Furthermore, the developed guidelines shall incorporate insights from the ethics of processes such participatory design (Kelly 2019), which may draw inspiration from the rich body of literature in anthropology on the ethics of participant observation (Musante (DeWalt) and DeWalt 2010), a related practice.

Through the lens of these perspectives, ethical risk shall be assessed in a comprehensive manner considering the entire space of impact. Recent ethical reviews have identified multiple stakeholders (Winfield et al. 2021; Milano, Taddeo, and Floridi 2020), levels of social abstraction (Milano, Taddeo, and Floridi 2020; Morley et al. 2020), and time horizons (Milano, Taddeo, and Floridi 2020) as axes of analysis.

Comprehensive ethical risk assessment must consider not only the user, but all stakeholders in the system.

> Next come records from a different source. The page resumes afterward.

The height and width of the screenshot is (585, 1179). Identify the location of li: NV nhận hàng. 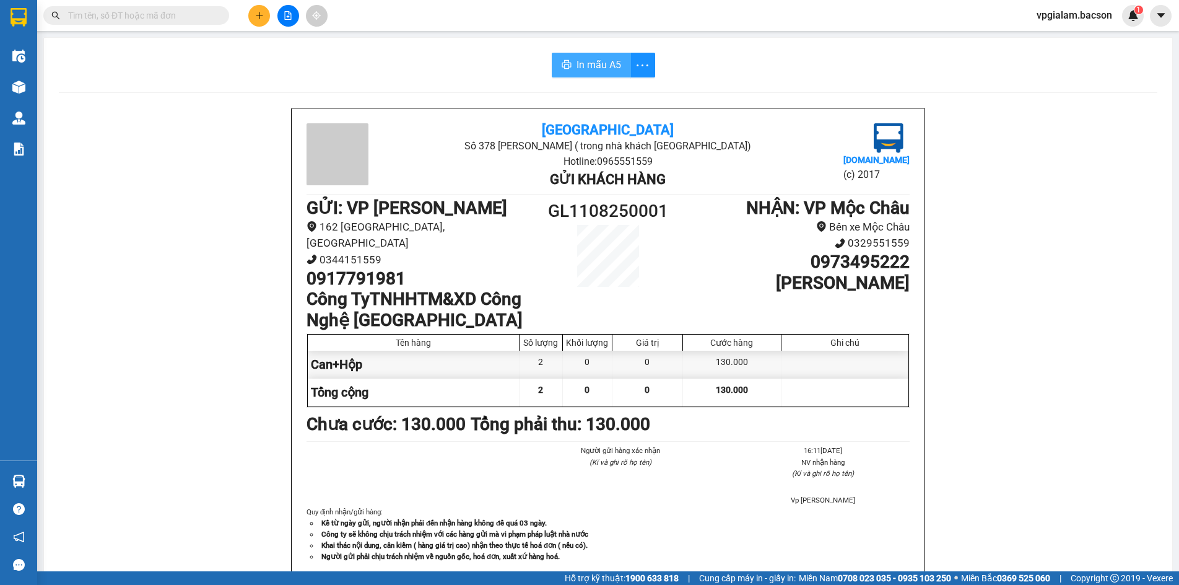
(823, 462).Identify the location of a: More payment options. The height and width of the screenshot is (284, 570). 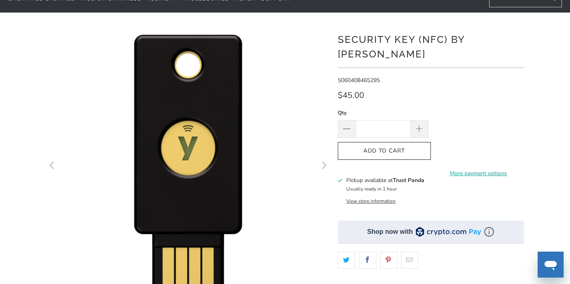
(479, 174).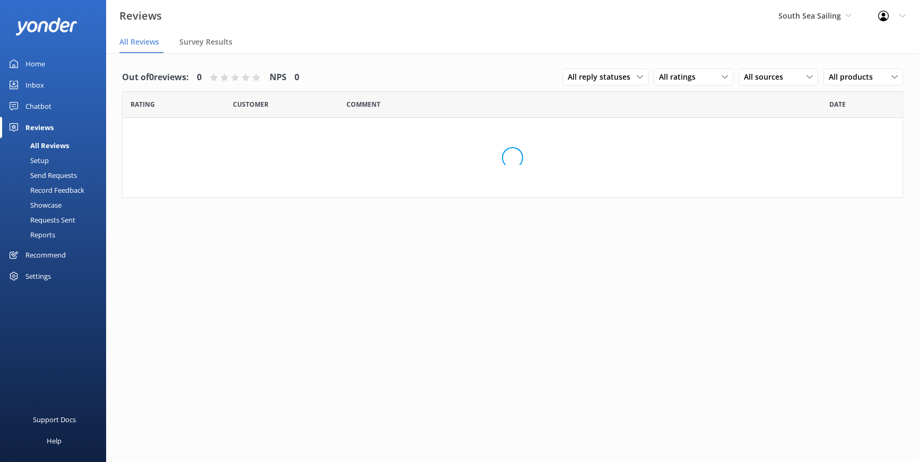 This screenshot has width=919, height=462. Describe the element at coordinates (38, 145) in the screenshot. I see `div: All Reviews` at that location.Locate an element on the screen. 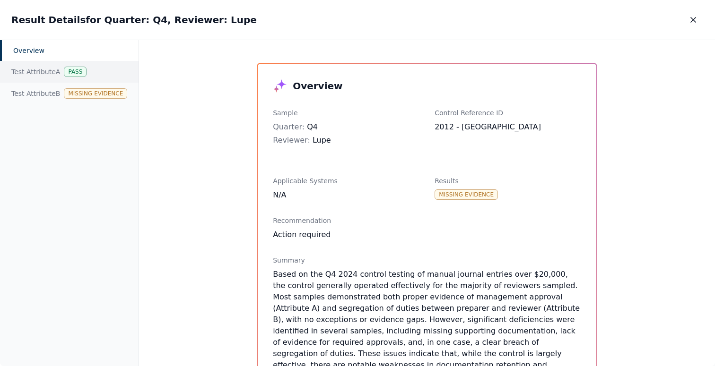 The width and height of the screenshot is (715, 366). div: Sample is located at coordinates (346, 113).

For example: users, those whose identities are being robotically recreated, designers, teachers, peers, etc. Complementary to the stakeholder analysis, comprehensive assessment shall consider ethical risks at multiple levels of social abstraction for each stakeholder. Morley et al. (Morley et al. 2020) accomplish a reasonably thorough ethical review through analyzing six levels of abstraction: individual, interpersonal, group, institutional, sectoral, and societal.

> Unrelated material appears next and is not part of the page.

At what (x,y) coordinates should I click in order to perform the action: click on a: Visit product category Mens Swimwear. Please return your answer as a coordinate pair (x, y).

Lastly, it is important to consider not only immediate but also long-term ethical risks—including existential risks (Bostrom 2017). While most extant literature identifies ethical risk across at least more than one time horizon, it can be beneficial to include it as a specific dimension of analysis (Milano, Taddeo, and Floridi 2020).

Existential risks

Perhaps the most important ethical risk to consider is existential risk. Under the increasingly looming possibility of eventual artificial general intelligence, the study of aligning AI to human values is a growing philosophical field (Bostrom 2017; Zhi-Xuan 2020). Social robotics is not exempt from the need to face these considerations (Zhi-Xuan 2020).

One way in which social agents may me misaligned, and indeed are often misaligned today, is in the reproduction and reinforcement of problematic social biases. For example, West et al.’s 2019 UNESCO report identified how some female-gendered social agents propagated harmful stereotypes about the docility of women when they were not programmed to respond appropriately to abusive treatment from users (West, Kraut, and Ei Chew 2019).

In this vein, existential risks which affect a particular identity of people should not be ignored. Design decisions, particularly those at scale, which causes detriment for a particular social group must be met with a gravity equal to as if it were a detriment to us all. Irresponsible treatment of robotic and artificial identity is undoubtedly a manner in which this occurs (West, Kraut, and Ei Chew 2019; D’Ignazio and Klein 2020).

It is for these reasons that I shall incorporate alignment thought into this project. It is important to note that not all is dour; Even here there is room to develop thought in positive ways of addressing existential risk. Developing more complete identity ethics in the context of HRI may reinforce the idea of social robots not as panaceae but as precision tools with specific use-cases, encouraging our fellow researchers to reconsider applications where robots are unnecessary. This leads to less usage of energy and climate-intensive materials such as lithium, and allows for the reallocation of funds to more effective causes. (Hambuchen, Marquez, and Fong 2021).